[1114] Perhaps the same woman showed the chapel who was there 29 years later, when Scott visited it. One of his friends ’hoped that they might, as habitual visitors, escape hearing the usual endless story of the silly old woman that showed the ruins’; but Scott answered, ’There is a pleasure in the song which none but the songstress knows, and by telling her we know it all ready we should make the poor devil unhappy.’ Lockharts Scott, ed. 1839, ii. 106.
[1115] _ O rare Ben Jonson_ is on Jonson’s tomb in Westminster Abbey.
[1116] See ante, ii. 365.
[1117] ’Essex was at that time confined to the same chamber of the Tower from which his father Lord Capel had been led to death, and in which his wife’s grandfather had inflicted a voluntary death upon himself. When he saw his friend carried to what he reckoned certain fate, their common enemies enjoying the spectacle, and reflected that it was he who had forced Lord Howard upon the confidence of Russel, he retired, and, by a Roman death, put an end to his misery.’ Dalrymple’s Memoirs of Great Britain and Ireland, vol. i. p. 36. BOSWELL. In the original after ’his wife’s grandfather,’ is added ‘Lord Northumberland.’ It was his wife’s great-grandfather, the eighth Earl of Northumberland. He killed himself in 1585. Burke’s Peerage.
[1118] Dr. A. Carlyle (Auto. p. 293) says of Robertson and Blair:—’Having been bred at a time when the common people thought to play with cards or dice was a sin, and everybody thought it an indecorum in clergymen, they could neither of them play at golf or bowls, and far less at cards or backgammon, and on that account were very unhappy when from home in friends’ houses in the country in rainy weather. As I had set the first example of playing at cards at home with unlocked door [Carlyle was a minister], and so relieved the clergy from ridicule on that side, they both learned to play at whist after they were sixty.’ See ante, iii. 23.
[1119] See ante, i. 149, and v. 350.
[1120] See ante, iv. 54.
[1121] He wrote to Boswell on Nov. 16, 1776 (ante, iii. 93):—’The expedition to the Hebrides was the most pleasant journey that I ever made.’ In his Diary he recorded on Jan. 9, 1774:—’In the autumn I took a journey to the Hebrides, but my mind was not free from perturbation.’ Pr. and Med. p. 136. The following letter to Dr. Taylor I have copied from the original in the possession of my friend Mr. M. M. Holloway:—
’DEAR SIR,
’When I was at Edinburgh I had a letter from you, telling me that in answer to some enquiry you were informed that I was in the Sky. I was then I suppose in the western islands of Scotland; I set out on the northern expedition August 6, and came back to Fleet-street, November 26. I have seen a new region.
’I have been upon seven of the islands, and probably should have visited many more, had we not begun our journey so late in the year, that the stormy weather came upon us, and the storms have I believe for about five months hardly any intermission.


:: Task prompt ::
A verbatim copy of every record is required, and no pictures should be included.

:: Dataset entries ::
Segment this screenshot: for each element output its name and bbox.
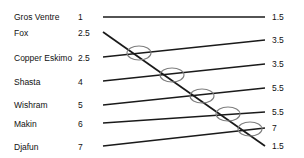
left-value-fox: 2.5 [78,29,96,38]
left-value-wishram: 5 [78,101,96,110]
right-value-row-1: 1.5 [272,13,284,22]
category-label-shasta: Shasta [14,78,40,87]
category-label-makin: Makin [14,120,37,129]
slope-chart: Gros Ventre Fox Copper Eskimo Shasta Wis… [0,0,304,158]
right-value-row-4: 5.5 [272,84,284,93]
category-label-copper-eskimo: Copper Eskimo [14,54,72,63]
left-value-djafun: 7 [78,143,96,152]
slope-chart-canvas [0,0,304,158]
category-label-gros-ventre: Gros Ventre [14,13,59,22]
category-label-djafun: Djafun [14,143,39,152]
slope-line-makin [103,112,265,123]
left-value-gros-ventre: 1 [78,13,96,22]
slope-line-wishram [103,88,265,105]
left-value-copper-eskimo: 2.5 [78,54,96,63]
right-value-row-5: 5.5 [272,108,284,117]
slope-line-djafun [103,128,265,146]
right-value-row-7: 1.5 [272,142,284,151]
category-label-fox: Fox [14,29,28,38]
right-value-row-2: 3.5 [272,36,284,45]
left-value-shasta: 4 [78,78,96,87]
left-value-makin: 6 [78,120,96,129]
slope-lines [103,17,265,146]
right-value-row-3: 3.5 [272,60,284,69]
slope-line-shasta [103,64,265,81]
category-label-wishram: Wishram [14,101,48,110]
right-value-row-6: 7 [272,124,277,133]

:: Answer to this task ::
Segment this screenshot: for each element output its name and bbox.
left-value-fox: 2.5 [78,29,96,38]
left-value-wishram: 5 [78,101,96,110]
right-value-row-1: 1.5 [272,13,284,22]
category-label-shasta: Shasta [14,78,40,87]
category-label-makin: Makin [14,120,37,129]
slope-chart: Gros Ventre Fox Copper Eskimo Shasta Wis… [0,0,304,158]
right-value-row-4: 5.5 [272,84,284,93]
category-label-copper-eskimo: Copper Eskimo [14,54,72,63]
left-value-djafun: 7 [78,143,96,152]
slope-chart-canvas [0,0,304,158]
category-label-gros-ventre: Gros Ventre [14,13,59,22]
category-label-djafun: Djafun [14,143,39,152]
slope-line-makin [103,112,265,123]
left-value-gros-ventre: 1 [78,13,96,22]
slope-line-wishram [103,88,265,105]
left-value-copper-eskimo: 2.5 [78,54,96,63]
right-value-row-5: 5.5 [272,108,284,117]
slope-line-djafun [103,128,265,146]
right-value-row-7: 1.5 [272,142,284,151]
category-label-fox: Fox [14,29,28,38]
right-value-row-2: 3.5 [272,36,284,45]
left-value-shasta: 4 [78,78,96,87]
left-value-makin: 6 [78,120,96,129]
slope-lines [103,17,265,146]
right-value-row-3: 3.5 [272,60,284,69]
slope-line-shasta [103,64,265,81]
category-label-wishram: Wishram [14,101,48,110]
right-value-row-6: 7 [272,124,277,133]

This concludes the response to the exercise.